The discomfort movie of the moment
Having been concentrating on comfort movies recently, I took a break to take in what, in the present climate, is almost the diametric opposite of a comfort movie. Steven Soderbergh’s chillingly prescient docudrama CONTAGION covers the terrifying rapidity with which an aggressive and deadly new disease emerges in the far east and spreads to every corner of the globe. While its lethality is, mercifully, exaggerated the film is unnervingly spot-on in terms of its portrayal of how events unfold.

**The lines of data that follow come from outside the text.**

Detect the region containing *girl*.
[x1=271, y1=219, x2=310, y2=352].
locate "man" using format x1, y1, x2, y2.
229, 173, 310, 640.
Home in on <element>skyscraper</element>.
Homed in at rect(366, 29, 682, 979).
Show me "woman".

Featuring a star-laden ensemble cast, superficially it feels almost like a throwback to the grand Irwin Allen disaster epics of the seventies but ironically it’s at its weakest when it strays into disaster movie melodrama and tries to inject an artificial sense of narrative to proceedings and at its strongest when it’s a potent blend of documentary and slow-burn medical procedural, gradually but inexorably ratcheting up the tension. There’s enough compelling drama in the forensic medical detective work and unfolding public policy responses to keep the viewer gripped but its when it tries to over embellish the fictional (as opposed to hypothetical) side of things it begins to exhibit its own symptoms of fatigue.

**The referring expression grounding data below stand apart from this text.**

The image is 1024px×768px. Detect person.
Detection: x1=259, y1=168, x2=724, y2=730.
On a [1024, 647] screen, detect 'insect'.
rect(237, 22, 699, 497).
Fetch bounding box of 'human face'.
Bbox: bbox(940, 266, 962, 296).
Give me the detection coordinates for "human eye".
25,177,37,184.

CONTAGION’s cast is excellent, with Kate Winslet, Matt Damon and Laurence Fishburne particularly impressing. It’s only Jude Law who ends up being an awkward fit, not really through his performance (although the Australian accent is an interesting…choice) but in that his storyline feels a little too sensational to really gel with the tone of the rest of the movie ( a kidnapping plot featuring Marion Cotillard is only marginally better). If anything, his conspiracy theory blogger storyline prevents the movie from providing more insight into the wider public response to the pandemic and the social upheaval which follows. By concentrating on such a fictionalised ‘player’, it robs the movie of the oppressive horror of the everyday impact away from the hallowed halls of Government and the CDC.
CONTAGION may seem an odd choice for entertainment at a time like this, but it was on TV (where it prompted 130 complaints from, I guess, stupid people) and I’d never seen it so I guess you could legitimately chalk it up to morbid curiosity. Anyway, dear reader, stay safe, stay well and wash those hands!